• Items listed in a dataset

----------------------------------------

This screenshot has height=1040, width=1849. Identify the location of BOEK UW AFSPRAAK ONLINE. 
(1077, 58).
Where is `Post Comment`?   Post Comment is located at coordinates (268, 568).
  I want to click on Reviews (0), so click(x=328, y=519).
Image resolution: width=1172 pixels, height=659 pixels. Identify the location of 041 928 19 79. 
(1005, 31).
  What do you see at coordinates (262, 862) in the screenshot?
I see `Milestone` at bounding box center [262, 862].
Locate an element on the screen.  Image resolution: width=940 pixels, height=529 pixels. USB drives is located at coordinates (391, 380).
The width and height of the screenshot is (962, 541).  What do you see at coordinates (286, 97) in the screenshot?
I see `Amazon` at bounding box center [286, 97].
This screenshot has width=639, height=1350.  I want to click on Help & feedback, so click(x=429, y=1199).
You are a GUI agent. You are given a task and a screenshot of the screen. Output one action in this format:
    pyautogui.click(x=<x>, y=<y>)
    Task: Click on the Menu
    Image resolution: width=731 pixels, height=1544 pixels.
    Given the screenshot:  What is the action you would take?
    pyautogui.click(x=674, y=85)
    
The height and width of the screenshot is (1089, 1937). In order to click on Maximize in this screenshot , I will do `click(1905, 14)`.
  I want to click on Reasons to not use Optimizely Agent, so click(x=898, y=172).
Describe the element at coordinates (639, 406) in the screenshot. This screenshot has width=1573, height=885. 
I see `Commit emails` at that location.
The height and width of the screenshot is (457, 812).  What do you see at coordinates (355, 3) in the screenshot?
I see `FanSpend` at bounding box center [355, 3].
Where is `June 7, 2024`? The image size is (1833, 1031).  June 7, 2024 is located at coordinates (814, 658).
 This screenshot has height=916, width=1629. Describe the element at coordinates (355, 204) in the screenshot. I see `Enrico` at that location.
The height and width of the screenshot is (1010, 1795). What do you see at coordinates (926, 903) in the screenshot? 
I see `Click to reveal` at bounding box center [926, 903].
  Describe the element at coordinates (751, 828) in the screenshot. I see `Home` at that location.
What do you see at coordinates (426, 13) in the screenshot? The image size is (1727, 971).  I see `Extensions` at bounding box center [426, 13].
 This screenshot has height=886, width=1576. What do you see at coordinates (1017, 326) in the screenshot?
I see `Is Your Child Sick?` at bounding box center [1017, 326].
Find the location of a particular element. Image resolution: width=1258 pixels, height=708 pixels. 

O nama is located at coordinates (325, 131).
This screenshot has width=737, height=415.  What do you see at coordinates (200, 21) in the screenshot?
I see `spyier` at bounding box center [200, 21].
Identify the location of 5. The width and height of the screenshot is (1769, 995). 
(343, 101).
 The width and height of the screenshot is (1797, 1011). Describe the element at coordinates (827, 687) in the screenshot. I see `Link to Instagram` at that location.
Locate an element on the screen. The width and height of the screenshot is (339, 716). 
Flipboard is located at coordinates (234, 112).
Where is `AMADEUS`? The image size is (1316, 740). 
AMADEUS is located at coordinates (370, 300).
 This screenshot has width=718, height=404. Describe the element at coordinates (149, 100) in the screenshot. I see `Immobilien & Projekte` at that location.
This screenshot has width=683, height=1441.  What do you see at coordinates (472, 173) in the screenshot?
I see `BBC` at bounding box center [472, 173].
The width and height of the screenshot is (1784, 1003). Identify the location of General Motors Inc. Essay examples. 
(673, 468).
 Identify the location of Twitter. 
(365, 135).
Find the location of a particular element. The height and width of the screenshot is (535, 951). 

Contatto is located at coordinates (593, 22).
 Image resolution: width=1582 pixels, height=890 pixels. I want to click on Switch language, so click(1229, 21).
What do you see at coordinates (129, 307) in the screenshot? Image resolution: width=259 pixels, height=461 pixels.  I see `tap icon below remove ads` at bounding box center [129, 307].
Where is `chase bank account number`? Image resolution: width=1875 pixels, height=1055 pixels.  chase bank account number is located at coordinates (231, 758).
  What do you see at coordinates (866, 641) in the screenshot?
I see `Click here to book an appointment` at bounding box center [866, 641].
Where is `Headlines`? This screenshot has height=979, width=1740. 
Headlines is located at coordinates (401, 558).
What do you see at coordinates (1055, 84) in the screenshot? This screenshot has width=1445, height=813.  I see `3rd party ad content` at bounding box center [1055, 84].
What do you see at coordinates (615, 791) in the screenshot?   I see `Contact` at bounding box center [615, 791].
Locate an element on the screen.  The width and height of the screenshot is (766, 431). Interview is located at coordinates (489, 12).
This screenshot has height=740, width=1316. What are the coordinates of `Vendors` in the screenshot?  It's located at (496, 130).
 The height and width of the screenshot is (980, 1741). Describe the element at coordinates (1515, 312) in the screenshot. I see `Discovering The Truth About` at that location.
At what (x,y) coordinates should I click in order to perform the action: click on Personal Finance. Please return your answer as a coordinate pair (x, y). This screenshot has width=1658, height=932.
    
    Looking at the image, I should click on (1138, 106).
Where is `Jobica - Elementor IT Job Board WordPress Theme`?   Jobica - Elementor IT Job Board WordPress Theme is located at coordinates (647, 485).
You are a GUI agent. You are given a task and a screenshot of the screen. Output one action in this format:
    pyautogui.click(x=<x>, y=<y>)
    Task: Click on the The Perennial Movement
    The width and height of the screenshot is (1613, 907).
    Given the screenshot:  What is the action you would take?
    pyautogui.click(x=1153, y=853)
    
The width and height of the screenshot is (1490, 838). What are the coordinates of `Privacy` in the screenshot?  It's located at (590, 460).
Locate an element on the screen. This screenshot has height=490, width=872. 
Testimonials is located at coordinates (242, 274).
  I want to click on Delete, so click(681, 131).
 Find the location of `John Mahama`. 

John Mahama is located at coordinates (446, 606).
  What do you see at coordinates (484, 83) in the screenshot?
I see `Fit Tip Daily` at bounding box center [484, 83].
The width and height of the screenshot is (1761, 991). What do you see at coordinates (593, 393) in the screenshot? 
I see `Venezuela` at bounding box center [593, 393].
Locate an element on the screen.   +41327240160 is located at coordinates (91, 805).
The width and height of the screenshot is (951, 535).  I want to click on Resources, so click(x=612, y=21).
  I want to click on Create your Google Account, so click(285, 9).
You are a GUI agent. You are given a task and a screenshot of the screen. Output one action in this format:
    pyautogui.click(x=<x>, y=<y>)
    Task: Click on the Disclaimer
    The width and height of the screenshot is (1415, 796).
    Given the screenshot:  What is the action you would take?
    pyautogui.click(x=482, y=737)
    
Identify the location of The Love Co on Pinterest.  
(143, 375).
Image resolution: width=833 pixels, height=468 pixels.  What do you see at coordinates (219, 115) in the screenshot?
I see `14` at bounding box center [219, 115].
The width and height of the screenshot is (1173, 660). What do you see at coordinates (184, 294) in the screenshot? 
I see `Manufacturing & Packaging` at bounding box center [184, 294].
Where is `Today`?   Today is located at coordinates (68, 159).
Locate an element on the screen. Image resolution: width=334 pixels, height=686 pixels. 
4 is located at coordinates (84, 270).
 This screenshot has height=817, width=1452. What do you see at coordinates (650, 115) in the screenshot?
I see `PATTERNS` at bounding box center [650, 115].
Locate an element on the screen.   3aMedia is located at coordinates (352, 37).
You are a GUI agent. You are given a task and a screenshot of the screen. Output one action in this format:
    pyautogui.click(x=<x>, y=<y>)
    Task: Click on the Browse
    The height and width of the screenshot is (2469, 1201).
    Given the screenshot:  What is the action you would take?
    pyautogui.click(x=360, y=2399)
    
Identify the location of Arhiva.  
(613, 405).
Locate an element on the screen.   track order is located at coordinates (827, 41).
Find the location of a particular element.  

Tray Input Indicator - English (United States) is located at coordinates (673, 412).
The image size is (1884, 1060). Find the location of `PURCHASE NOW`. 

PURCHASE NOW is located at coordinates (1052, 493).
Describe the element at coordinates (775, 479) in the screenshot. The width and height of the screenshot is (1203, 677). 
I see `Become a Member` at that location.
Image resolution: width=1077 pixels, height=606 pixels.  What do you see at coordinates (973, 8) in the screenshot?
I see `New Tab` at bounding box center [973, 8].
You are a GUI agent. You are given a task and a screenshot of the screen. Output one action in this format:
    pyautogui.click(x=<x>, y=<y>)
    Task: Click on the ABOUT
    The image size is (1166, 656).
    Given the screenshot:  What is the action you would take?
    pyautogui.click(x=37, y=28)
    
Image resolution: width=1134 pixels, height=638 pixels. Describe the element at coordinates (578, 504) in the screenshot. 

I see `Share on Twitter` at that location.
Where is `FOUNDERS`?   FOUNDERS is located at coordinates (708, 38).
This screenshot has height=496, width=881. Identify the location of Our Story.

----------------------------------------

• Exercise goal
Starting from the line that contains "Image resolution: width=1077", transcribe each line to the end of the records above. Please add nothing.

• Response area
Image resolution: width=1077 pixels, height=606 pixels.  What do you see at coordinates (973, 8) in the screenshot?
I see `New Tab` at bounding box center [973, 8].
You are a GUI agent. You are given a task and a screenshot of the screen. Output one action in this format:
    pyautogui.click(x=<x>, y=<y>)
    Task: Click on the ABOUT
    The image size is (1166, 656).
    Given the screenshot:  What is the action you would take?
    pyautogui.click(x=37, y=28)
    
Image resolution: width=1134 pixels, height=638 pixels. Describe the element at coordinates (578, 504) in the screenshot. 

I see `Share on Twitter` at that location.
Where is `FOUNDERS`?   FOUNDERS is located at coordinates (708, 38).
This screenshot has height=496, width=881. Identify the location of Our Story.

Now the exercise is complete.